GYPSIES IN AUSCHWITZ
Historians disagree about the origins of the Roma people, although more and more consider that they entered the heart of the continent following the advance of the Ottoman armies (to divide over time into regional groups such as the Calós/ Gitanos of Spain, the Manouches of France, the Sinti of Central Europe or the Romovians of the South and East). In Europe, most Roma were nomadic, partly by choice and also because much of society refused to tolerate their presence. Before the modern era, they fulfilled a modest but important economic function: they worked in metalwork, raised horses, trained bears (for entertainment) and played music. However, the ambition to homogenize the nation states of modern Europe caused friction with the collective, which continued to use its own language and social structure, based on clans.
The governments of the German Empire and the Weimar Republic enacted various laws aimed at adapting the lifestyle of a settled community (many did) and imposing on them the duties inherent in citizenship, such as the performance of military service by men. Even so, most of the 26,000 German Roma continued to lead an itinerant life, travelling through the camps in caravans.
About 220,000 Roma were killed in the various Nazi concentration camps across the Third Reich. In Auschwitz-Birkenau, more than 23,000 Roma were deported and more than 21,000 died. Gypsies had a mortality rate in the Nazi concentration camps about the 91% , practically similar to the Jews and only below 99% of Soviet prisoners.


### Required work
Among the lines of the material below, count those with the string "reference". Give the number alone.

### Information shown
▶
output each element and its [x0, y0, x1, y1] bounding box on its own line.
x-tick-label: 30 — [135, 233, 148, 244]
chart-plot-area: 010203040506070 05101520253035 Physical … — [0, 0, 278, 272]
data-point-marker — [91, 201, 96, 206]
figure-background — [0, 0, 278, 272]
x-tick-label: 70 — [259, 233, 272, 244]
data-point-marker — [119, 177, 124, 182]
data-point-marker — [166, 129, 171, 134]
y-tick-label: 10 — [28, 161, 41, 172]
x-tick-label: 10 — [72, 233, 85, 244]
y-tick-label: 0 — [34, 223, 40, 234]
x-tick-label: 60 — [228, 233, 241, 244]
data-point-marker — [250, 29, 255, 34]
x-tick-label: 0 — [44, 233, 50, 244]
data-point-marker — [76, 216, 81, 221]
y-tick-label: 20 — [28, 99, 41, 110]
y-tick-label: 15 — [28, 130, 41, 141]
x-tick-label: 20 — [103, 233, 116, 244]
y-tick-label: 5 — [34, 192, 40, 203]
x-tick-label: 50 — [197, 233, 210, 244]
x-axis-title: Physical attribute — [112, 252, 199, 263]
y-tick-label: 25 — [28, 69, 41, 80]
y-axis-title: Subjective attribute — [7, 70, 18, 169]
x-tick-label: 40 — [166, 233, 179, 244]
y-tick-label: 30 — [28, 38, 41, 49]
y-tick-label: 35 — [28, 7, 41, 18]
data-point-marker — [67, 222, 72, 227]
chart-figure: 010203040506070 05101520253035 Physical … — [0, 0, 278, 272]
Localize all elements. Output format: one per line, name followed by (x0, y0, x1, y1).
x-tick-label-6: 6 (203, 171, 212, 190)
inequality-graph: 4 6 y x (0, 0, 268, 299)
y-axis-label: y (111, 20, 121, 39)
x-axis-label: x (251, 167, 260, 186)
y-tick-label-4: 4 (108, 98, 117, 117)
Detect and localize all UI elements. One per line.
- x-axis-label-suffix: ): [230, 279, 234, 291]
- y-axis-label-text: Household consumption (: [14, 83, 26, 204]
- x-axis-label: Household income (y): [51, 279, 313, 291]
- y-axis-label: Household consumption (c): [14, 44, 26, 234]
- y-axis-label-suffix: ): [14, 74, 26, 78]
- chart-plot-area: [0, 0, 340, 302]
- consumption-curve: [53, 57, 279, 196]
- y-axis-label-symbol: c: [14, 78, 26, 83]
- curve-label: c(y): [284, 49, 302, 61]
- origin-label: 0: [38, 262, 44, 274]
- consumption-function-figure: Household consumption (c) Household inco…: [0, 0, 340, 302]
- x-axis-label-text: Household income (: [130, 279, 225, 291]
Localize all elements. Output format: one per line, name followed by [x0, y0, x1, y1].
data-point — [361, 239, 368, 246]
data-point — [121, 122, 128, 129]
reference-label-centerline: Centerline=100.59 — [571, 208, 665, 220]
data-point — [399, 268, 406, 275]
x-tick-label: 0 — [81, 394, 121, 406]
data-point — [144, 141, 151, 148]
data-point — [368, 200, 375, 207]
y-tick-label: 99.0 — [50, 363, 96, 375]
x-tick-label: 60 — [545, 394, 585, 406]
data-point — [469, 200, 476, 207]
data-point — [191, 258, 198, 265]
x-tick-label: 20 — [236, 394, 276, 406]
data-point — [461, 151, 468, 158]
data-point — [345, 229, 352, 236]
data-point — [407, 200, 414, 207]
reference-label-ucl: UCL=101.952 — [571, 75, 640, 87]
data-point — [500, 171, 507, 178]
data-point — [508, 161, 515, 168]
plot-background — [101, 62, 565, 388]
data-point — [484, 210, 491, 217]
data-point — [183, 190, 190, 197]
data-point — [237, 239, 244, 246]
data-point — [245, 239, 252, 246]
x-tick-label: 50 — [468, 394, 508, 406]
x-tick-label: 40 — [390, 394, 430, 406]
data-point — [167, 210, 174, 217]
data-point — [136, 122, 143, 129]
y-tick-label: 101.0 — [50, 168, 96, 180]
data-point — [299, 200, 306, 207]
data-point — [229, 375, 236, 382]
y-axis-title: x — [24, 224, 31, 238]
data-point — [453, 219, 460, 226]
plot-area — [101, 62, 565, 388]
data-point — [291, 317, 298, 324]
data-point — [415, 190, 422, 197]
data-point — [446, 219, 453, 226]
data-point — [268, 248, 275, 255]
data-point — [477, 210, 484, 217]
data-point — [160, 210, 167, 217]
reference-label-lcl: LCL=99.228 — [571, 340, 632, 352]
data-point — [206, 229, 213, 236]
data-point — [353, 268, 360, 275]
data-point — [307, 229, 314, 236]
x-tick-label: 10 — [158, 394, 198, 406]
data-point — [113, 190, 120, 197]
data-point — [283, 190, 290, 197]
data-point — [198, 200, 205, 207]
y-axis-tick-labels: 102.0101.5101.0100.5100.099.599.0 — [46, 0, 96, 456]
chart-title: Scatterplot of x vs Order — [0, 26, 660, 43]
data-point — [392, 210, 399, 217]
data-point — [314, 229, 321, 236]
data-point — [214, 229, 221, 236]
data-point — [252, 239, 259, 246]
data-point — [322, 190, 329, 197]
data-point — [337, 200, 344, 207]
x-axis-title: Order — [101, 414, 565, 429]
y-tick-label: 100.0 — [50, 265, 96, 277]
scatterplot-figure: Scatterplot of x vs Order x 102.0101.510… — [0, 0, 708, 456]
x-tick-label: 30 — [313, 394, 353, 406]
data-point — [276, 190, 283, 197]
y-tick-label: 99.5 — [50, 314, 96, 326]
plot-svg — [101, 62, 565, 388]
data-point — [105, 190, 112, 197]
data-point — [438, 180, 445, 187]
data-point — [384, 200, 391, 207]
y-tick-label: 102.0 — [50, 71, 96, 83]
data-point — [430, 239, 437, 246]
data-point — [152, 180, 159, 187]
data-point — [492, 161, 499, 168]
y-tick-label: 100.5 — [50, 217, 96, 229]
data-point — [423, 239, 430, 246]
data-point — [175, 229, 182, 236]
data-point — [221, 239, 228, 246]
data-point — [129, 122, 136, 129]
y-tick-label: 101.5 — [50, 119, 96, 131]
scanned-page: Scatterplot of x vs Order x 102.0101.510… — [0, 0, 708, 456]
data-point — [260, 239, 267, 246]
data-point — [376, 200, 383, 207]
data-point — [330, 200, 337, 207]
◀
### Result of the exercise
3